How to tell if a story is written by AI scientifically
Earlier this year, the publisher Hachette cancelled a novel Shy Girl by Mia Ballard after it was flagged as 78% AI-generated. It became the first novel that was cancelled over the use of AI. The novel was initially self-published and later picked up by Hachette.
Research ran 14,000 novels self-published on Amazon through the AI-detector Pangram and found out that one in five novels was written by AI.
When we talk about finding out AI-generated writing, we tend to focus on words like delve, intricate, tapestry, and punctuation marks like the em dash. You can easily remove these words and em dashes from an AI-generated text to fool an AI detector. In one study, researchers fine-tuned an LLM to write human-like prose and the detection rate fell from 97% to 3%.
LLMs not only overuse specific words like delve and intricate but also specific and predictable narrative structures. Researchers at University of Maryland and Google Deepmind took 10,000+ human-written stories and reverse engineered to reconstruct the prompt behind each one.
Then they ran the same prompts through five LLMs: ChatGPT, Claude, Gemini, DeepSeek, and Kimi. Each LLM came up with a different version, and the researchers got more than 61,000 AI-generated stories of nearly 5,000 words each.
They analyzed the AI-generated stories against 300+ narrative features like how an LLM presents the theme of a story, how it uses time, and if it’s the hero that leads to the resolution of the plot.
Using only the narrative structure, researchers were able to see if a story is AI-generated or not with 93% accuracy. They found out that the AI overuses a set of 30 narrative features. Some of these features are:
Over-explanation: LLMs state the moral of the story explicitly 77% of the time as compared to human writers who do this thing 52% of the time. AI doesn’t have the confidence that the reader can infer the moral of the story and is compelled to spell it out for the reader.
Tidy lineary plots: AI creates protagonists that can fix everything simply by a change of heart. As a result, every thread is tied neatly and there are not loose threads in the story. AI doesn’t care about subplots either in 79% of the stories. And AI follows time in chronological order, which makes the story boring and predictable. Human-written stories have complex characters and don’t treat time in a strict chronological order.
Over-writing: AI takes the old adage “Show, don’t tell” to a whole other level. If a character is afraid, the AI will write excruciatingly long descriptions of how he felt afraid. Human writers use this technique much more selectively than the AI.
Writing not addressed to a reader: Unlike human writers who address the reader directly or indirectly, AI doesn’t care about the reader.
What’s remarkable is that all five LLMs adhered to the above narrative strategies even though they were trained by different people in different countries.
That said, every LLM has its own idiosyncrasies. For example, ChatGPT likes writing gossipy stories full of rumors, Claude escalates emotions the quickest, and Gemini writes the darkest stories.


_Task requirements_.
Copy each line in the data that includes the word "управління".

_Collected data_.
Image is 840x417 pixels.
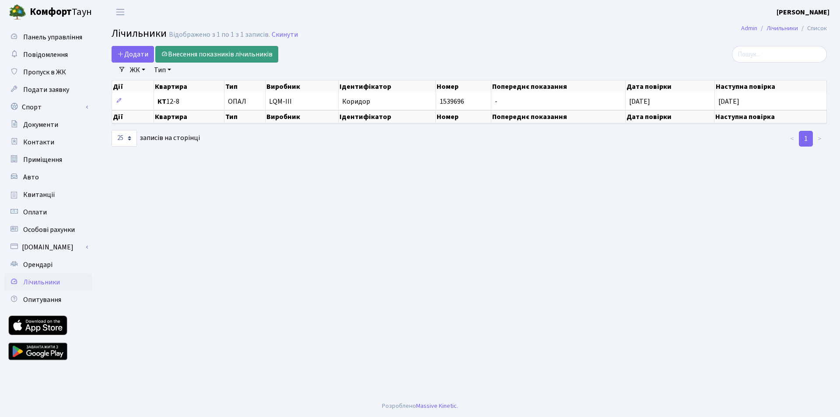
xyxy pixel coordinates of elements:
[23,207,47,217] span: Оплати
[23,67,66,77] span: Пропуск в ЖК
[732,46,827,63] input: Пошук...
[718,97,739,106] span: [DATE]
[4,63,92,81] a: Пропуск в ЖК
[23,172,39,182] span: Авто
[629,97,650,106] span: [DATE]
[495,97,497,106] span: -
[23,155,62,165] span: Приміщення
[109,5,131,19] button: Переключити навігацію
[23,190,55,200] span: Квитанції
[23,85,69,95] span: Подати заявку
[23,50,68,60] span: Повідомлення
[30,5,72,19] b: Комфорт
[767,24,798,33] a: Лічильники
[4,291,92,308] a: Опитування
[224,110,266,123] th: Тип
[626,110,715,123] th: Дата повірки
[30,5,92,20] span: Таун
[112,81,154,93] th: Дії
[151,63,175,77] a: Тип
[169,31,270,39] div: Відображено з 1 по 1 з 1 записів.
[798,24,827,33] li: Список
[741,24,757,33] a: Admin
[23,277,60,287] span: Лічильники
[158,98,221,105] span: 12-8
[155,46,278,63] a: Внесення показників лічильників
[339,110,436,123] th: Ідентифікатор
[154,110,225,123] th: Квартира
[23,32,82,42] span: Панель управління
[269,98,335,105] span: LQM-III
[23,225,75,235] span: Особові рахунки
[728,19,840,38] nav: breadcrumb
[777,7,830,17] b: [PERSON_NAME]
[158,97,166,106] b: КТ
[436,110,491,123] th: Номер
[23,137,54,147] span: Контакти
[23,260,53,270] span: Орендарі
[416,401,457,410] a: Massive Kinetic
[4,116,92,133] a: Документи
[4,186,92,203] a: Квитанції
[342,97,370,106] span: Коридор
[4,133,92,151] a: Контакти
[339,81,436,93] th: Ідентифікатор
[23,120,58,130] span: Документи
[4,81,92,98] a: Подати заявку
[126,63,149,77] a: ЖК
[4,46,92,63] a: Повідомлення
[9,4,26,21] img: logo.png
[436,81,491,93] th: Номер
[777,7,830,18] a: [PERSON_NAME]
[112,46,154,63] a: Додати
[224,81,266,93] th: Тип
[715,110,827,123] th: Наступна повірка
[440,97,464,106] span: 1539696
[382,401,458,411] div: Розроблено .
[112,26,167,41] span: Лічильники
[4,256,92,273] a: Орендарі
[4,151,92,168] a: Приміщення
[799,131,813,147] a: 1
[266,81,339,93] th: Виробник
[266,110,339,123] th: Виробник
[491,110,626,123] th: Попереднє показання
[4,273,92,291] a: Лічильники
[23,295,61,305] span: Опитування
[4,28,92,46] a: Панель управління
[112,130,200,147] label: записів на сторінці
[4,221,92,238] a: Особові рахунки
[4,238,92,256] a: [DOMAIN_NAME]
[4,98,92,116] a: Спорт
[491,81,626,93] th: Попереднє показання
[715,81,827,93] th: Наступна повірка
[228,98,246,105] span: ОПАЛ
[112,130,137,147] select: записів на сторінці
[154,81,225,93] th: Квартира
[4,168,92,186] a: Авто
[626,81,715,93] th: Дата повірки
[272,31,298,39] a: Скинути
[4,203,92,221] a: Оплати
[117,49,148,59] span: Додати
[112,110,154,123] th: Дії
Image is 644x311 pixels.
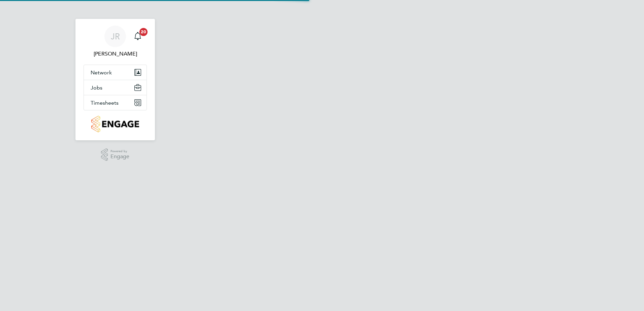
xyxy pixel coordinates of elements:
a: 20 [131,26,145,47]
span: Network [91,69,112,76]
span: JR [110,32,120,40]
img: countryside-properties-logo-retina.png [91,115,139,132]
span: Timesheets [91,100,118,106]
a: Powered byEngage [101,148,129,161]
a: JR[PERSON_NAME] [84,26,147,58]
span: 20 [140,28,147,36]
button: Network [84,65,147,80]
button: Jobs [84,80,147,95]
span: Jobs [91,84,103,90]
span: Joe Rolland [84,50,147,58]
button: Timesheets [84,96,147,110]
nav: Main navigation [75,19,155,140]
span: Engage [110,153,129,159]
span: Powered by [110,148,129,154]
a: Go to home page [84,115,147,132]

_Output for this task_.
[23,32,82,42] span: Панель управління
[4,28,92,46] a: Панель управління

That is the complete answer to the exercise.